Extracted data entries
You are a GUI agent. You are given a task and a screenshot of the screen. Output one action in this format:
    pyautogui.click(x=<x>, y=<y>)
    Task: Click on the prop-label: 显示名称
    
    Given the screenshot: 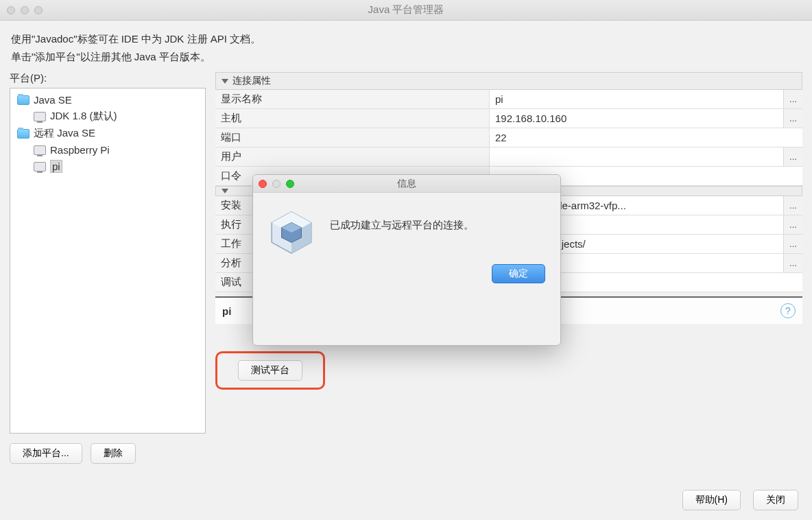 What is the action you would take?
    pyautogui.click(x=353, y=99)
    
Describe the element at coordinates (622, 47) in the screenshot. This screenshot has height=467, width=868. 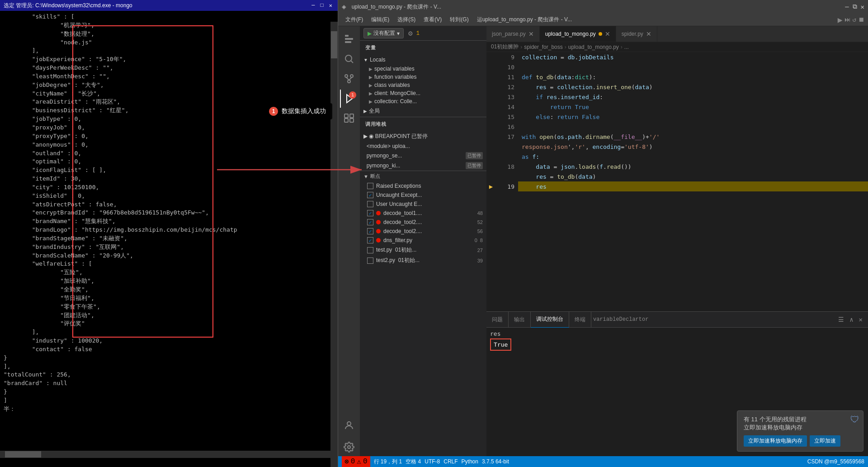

...

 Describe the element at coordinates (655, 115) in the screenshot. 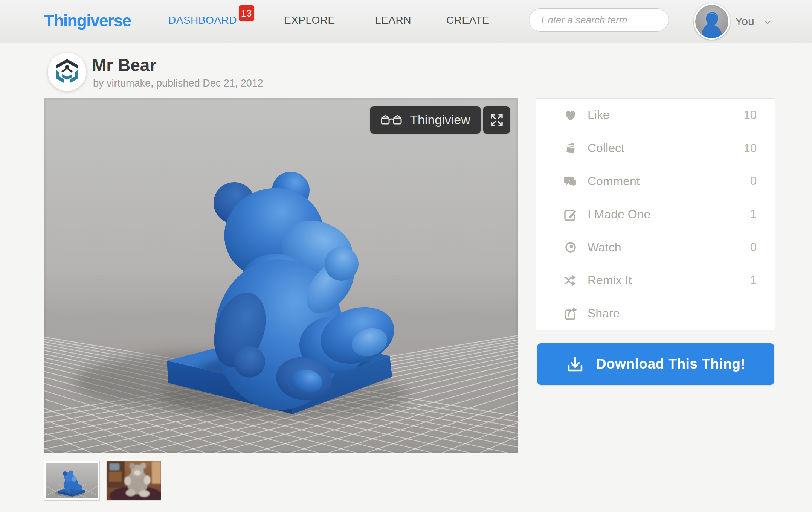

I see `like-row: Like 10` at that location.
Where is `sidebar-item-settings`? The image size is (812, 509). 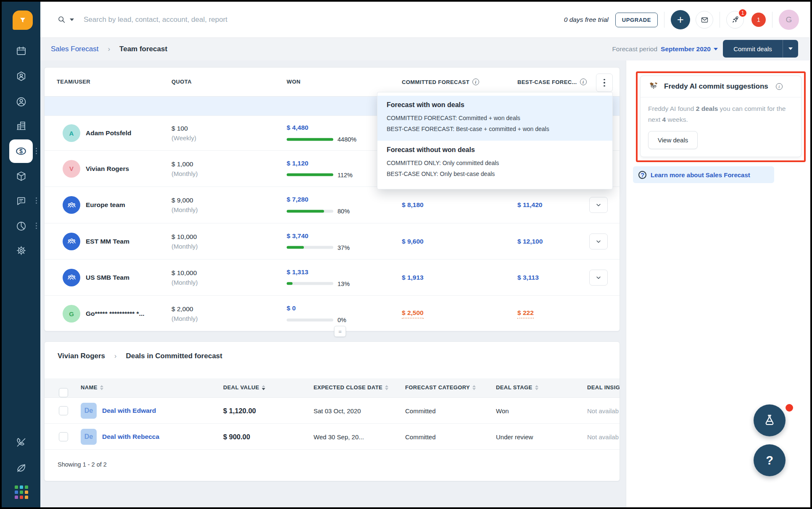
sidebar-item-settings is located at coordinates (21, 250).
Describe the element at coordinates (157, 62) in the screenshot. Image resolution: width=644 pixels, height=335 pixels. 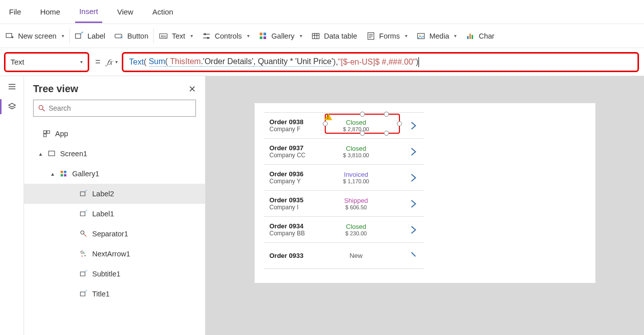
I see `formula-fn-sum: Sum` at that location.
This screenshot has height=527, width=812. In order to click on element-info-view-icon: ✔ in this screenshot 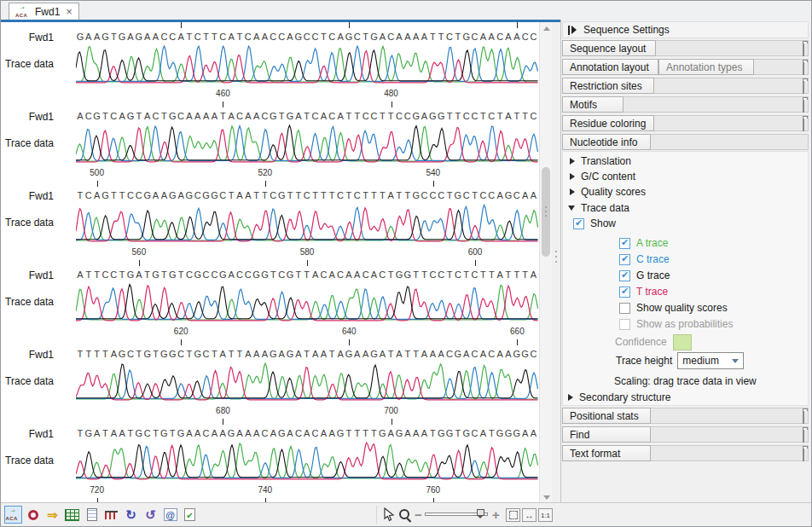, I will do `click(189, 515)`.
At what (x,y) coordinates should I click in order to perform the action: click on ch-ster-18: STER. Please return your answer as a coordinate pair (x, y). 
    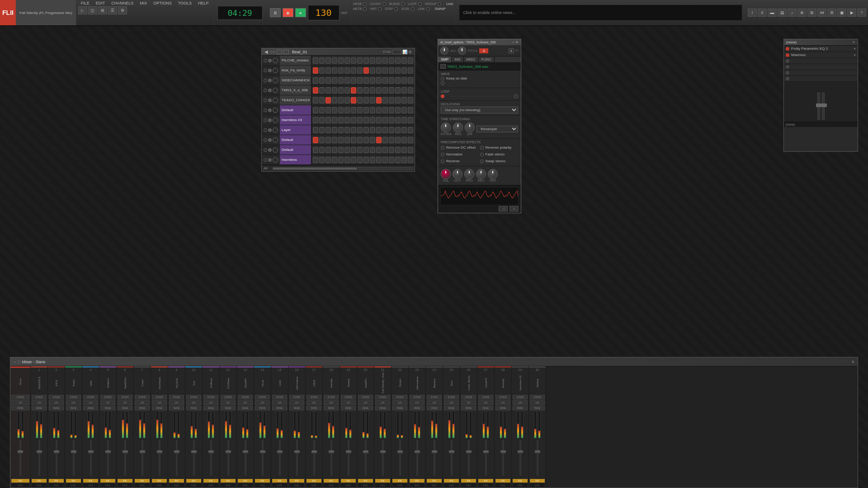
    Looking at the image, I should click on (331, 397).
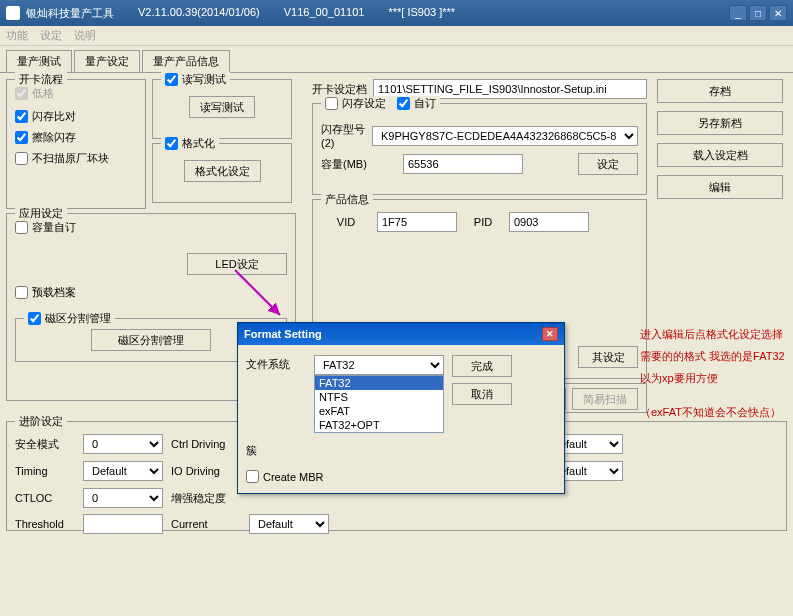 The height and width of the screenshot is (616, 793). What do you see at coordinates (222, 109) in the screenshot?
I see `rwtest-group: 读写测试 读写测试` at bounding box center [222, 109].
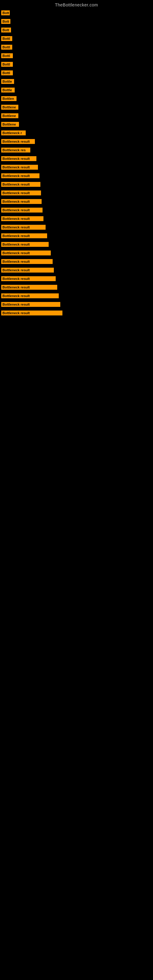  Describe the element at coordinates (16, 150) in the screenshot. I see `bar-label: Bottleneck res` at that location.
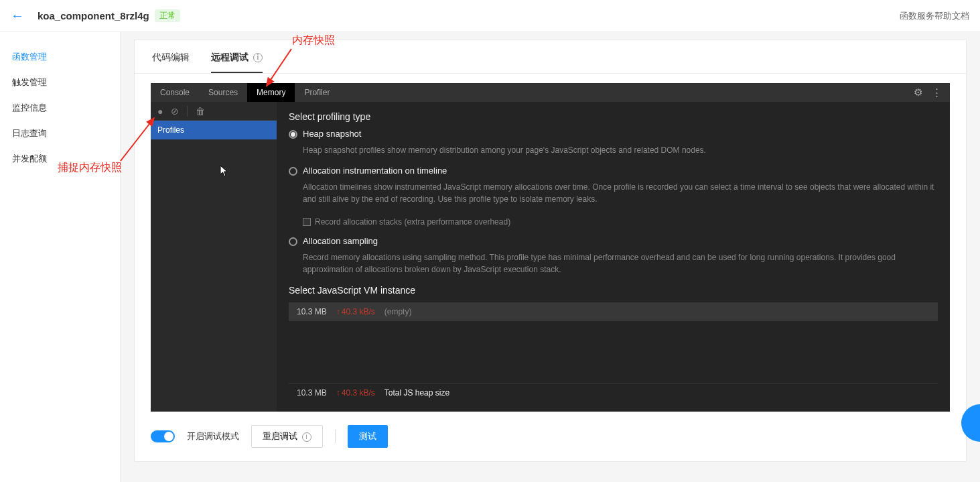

- **Requirement**: Reproduce the lines of the entries above from the one with "You are a GUI" to the one with "Task: Click on the prop-label: 显示名称", both included, exactly and without any other line.

- **Solution to the exercise**:
You are a GUI agent. You are given a task and a screenshot of the screen. Output one action in this format:
    pyautogui.click(x=<x>, y=<y>)
    Task: Click on the prop-label: 显示名称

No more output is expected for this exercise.